We cannot deny, however, that, in spite of all faults, these men had a strength. They have exercised an influence. And they have done so by virtue of seeing a fact which more complete, and in some cases more manly poets, did not see. Strangely enough, Shelley, the man who was the greatest sinner of them all against the canons of good taste, was the man who saw that new fact, if not most clearly, still most intensely, and who proclaimed it most boldly. His influence, therefore, is outliving that of his compeers, and growing and spreading, for good and for evil; and will grow and spread for years to come, as long as the present great unrest goes on smouldering in men’s hearts, till the hollow settlement of 1815 is burst asunder anew, and men feel that they are no longer in the beginning of the end, but in the end itself, and that this long thirty years’ prologue to the reconstruction of rotten Europe is played out at last, and the drama itself begun.
Such is the way of Providence; the race is not to the swift, nor the battle to the strong, nor the prophecy to the wise. The Spirit bloweth where He listeth, and sends on his errands—those who deny Him, rebel against Him—profligates, madmen, and hysterical Rousseaus, hysterical Shelleys, uttering words like the east wind. He uses strange tools in His cosmogony: but He does not use them in vain. By bad men if not by good, by fools if not by wise, God’s work is done, and done right well.
There was, then, a strength and a truth in all these men; and it was this—that more or less clearly, they all felt that they were standing between two worlds; and the ruins of an older age; upon the threshold of a new one.

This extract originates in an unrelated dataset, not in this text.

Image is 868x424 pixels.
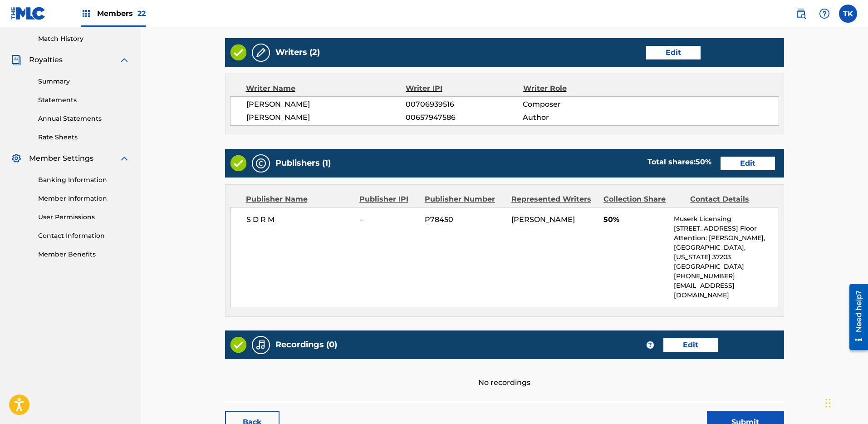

To Byron’s mind, the decay and rottenness of the old was, perhaps, the most palpable; to Shelley’s, the possible glory of the new. Wordsworth declared—a little too noisily, we think, as if he had been the first to discover the truth—the dignity and divineness of the most simple human facts and relationships. Coleridge declares that the new can only assume living form by growing organically out of the old institutions. Keats gives a sad and yet a wholesome answer to them both, as, young and passionate, he goes down with Faust “to the Mothers”—
To the rich warm youth of the nations, Childlike in virtue and faith, though childlike in passion and pleasure, Childlike still, still near to the gods, while the sunset of Eden Lingered in rose-red rays on the peaks of Ionian mountains.
And there, amid the old classic forms, he cries: “These things, too, are eternal—
A thing of beauty is a joy for ever.
These, or things even fairer than they, must have their place in the new world, if it is to be really a home for the human race.” So he sings, as best he can, the half-educated and consumptive stable-keeper’s son, from his prison-house of London brick, and in one mighty yearn after that beauty from which he is debarred, breaks his young heart, and dies, leaving a name not “writ in water,” as he dreamed, but on all fair things, all lovers’ hearts, for evermore.